But it would not stop Crope from trying. Silently he crossed the room to where the driftwood table with the charred legs stood. The water he'd fetched earlier had now reached the same temperature as the room and he soaked some of it up in a heavy cloth. Cupping his free hand beneath the cloth to catch the drips, Crope moved toward his lord. As always when he neared him, Crope felt the anger knot in his chest. He did not understand how one man could have done this to another. During his first year at the tin mines he had pulled a digger from the rubble of a collapsed seam. The man had been smashed by falling stone, his body torn and punctured in a dozen places by sharp edges of quartz. A fluke upward shearing of rock had punched out his eye and replaced it with a shiny chunk of tin. His left leg had been disjointed at the hip and the tendons in both his feet had snapped. Unable to inflate his lungs, he had lived for about an hour. Crope thought of the digger's broken body whenever he saw his lord.

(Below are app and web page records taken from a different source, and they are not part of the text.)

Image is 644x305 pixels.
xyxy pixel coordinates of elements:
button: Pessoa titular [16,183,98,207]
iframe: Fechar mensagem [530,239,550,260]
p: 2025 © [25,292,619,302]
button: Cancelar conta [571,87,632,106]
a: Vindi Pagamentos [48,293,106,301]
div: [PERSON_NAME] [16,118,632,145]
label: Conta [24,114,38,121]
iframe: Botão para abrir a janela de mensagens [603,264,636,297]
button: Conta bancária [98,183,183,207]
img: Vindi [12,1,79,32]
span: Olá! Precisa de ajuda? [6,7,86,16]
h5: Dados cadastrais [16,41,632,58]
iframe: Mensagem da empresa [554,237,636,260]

Crushed, that was the word. And it was one thing for a lode-bearing seam of tin to do that to a man. Another thing entirely for someone to do it to someone else. It was evil, and Crope lived with the real and secret fear that even though he had killed the man who had harmed his lord the evil that had been created still lived on.
Crope was gentle as he dripped water on his lord's brow. Baralis' eyes were almost destroyed, the corneas folded inward, the whites scarred and crisscrossed with strange veins. Even the lids were scarred, Crope noticed as he washed his lord's race.
"You are with me," he murmured softly as Baralis stirred, "and you are safe."
Eighteen days had passed since he'd rescued his lord; Crope knew this to be so because Quill kept an account. Quillan Moxley was a friend and thief. He was also a man of business, and Crope worried about the cost of hiding out in his house. Eighteen days of food, medicine and shelter added up—especially, Crope conceded rather sheepishly, when it was him doing the eating. Quill had asked for no reckoning, but Crope knew how these things worked. Obligation had been created, and obligation meant debt.
Still, Crope respected Quill. He was a man of his word. He'd promised to help Crope free his lord from the chasm below the pointy tower and had gone ahead and done just that. And Quill would never run to the bailiffs to settle a grievance. Men who enforced laws in this or any other city were not friends of Quill, and that suited Crope fine. Just the thought of bailiffs was enough to make Crope scan the room for likely escape routes. When a bailiff locked you up you never got out.
Jangly music rose through the floorboards as the girls in the floor below began to prepare themselves for the night's work. Crope worried about the girls. Some of them wore too little and might catch chills-Others drank too much and Crope would find them passed out on the flairs in the morning. Quill called them prostitutes though the girls never used that name themselves. He rented out the two middle floors to them in return for a portion of their take. Crope was shy around the girls. They reminded him of wounded animals who needed mending, but he knew It wasn't his place to try and fix them.
He required all his mending skills for his lord. Methodically over the past eighteen days he had tended Baralis' ailments. Open wound were the most pressing problem and Crope cleaned them with alcohol and rubbed them with a salve made from aloe and sweet fennel. The ulcers and pressure sores had to be washed with a tincture of calendula twice a day, and Crope was careful not to let his lord lie in the same position overlong else the skin break up and become worse. There was deadnettle for the bladder, horehound for Baralis' weakened lungs, and butcher's broom for his enlarged heart. Ewe's milk so thick with cream it coated your hand like a glove helped restore his weight. Then came the potions that dulled the pain and dimmed the night terrors: blood of poppy, skullcap, devil's claw. Crope tried not to think too long on their names; they were a warning, he left it at that.
What he could not drive from his mind were the things wrong with his lord that could never be made right. Bone had been broken, allowed to partially reheal, and then systematically broken again. What was left was a body that would never bear its own weight, a spine riddled with bone spurs, vertebrae that had fused around the neck, a femur with a head so misshapen that it no longer fitted squarely in its socket, finger joints that would not bend, a wrist that could not rotate, a rib cage that lay like the collapsed hull of a shipwreck beneath the skin.
It was something worse than torture, something that went beyond the desire to disfigure and cause pain. Crope was not good with notions, and he'd had to puzzle the evil for a long time before he realized its purpose: the creation of absolute dependency.